In May 1534 John of Leyden a Dutch heretic also known as Jan Bockelson, was proclaimed king of the German town of Munsters, the New Jerusalem--and thus, proclaimed king of the Whole World.
Earlier in the year, a group of radical Anabaptists--one of many new Protestant sects bent on replacing decadent church rituals with a literal practice of the Gospels--had seized control of Munster. At first they simply forced the town council to pass a bill legalizing "liberty of conscience"--that is, legalizing heresy, an unthinkable act even in the heydey of the Reformation. The Anabaptists quickly drove out the Lutheran majority, repopulated the town with like-minded neighbors, and, under the leadership of a baker named Jan Matthys, established a theocracy. By Mvarch, Munster was purified: refounded as a community of the Children of God, bound by love to live without sin.

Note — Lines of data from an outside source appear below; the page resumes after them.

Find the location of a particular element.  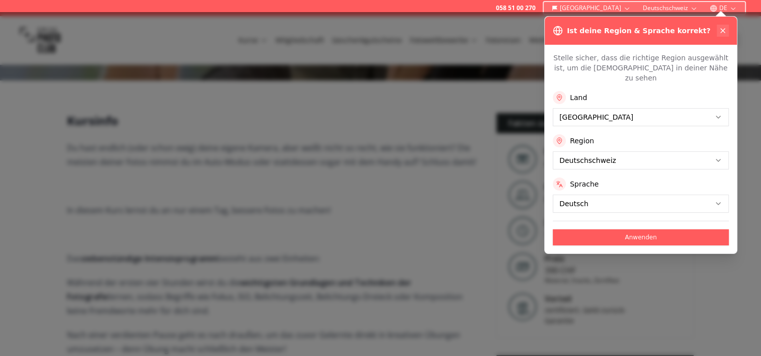

label: Land is located at coordinates (579, 98).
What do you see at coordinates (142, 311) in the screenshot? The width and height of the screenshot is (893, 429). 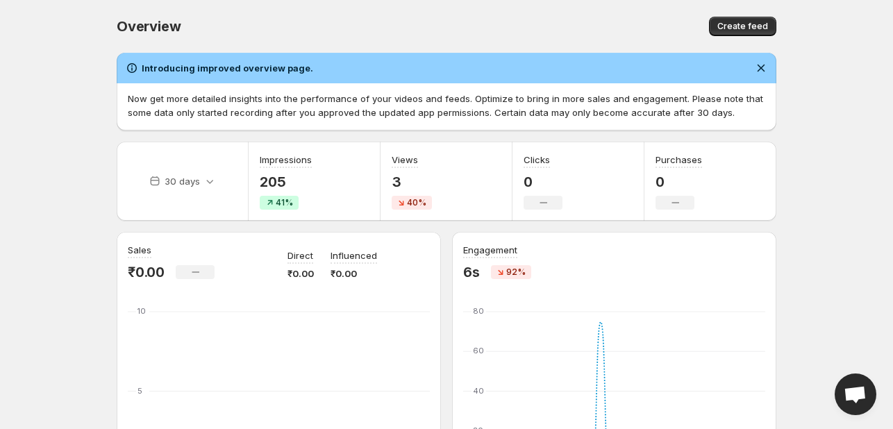 I see `text: 10` at bounding box center [142, 311].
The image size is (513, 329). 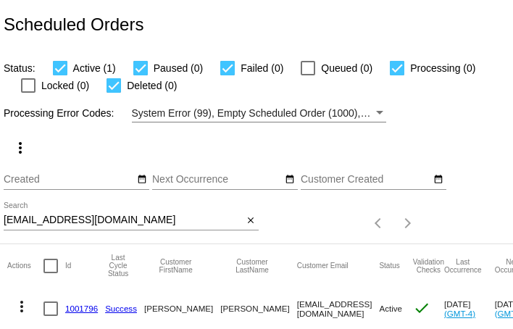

All property was expropriated. Money was abolished. The doors of all houses were made to be left open day and night. In a great bonfire, all books save the Bible were destroyed. "The poorest among us," read a Munster pamphlet meant to subert the countryside, "who used to be despised as beggars now go about dressed as finely as the highest and more distinguished." "All things were to be in common," John of Leyden said later. "There was to be no private property and nobody was to do anymor work, but simply trust in God." In every instance the new commandments were enforced with the threat of execution.
Outside the walls of the city, Anabaptism--bits of which survive t oday in certain Penetcostal creeds--was itself made a capital offense; hundreds, perhaps thousands, were tortured and put to death. The local bishop organized an army of mercenaries and laid siege to Munster; in a divinely ordained sortie against the bishohp's forces, Jan Matthys was killed and John of Leyden took his place.
He ran through the town naked, then was silent for three days. During that time God revealed a new order. Matthys' social revolution was suddenly exposed as abstract; John of Leyden was to take the revolution to the smallest details of everyday life, where death was to be the only sanctioin against any sin: murder, theft, avarice, quarrelling the insubordinaton of children, the naysaing of wives.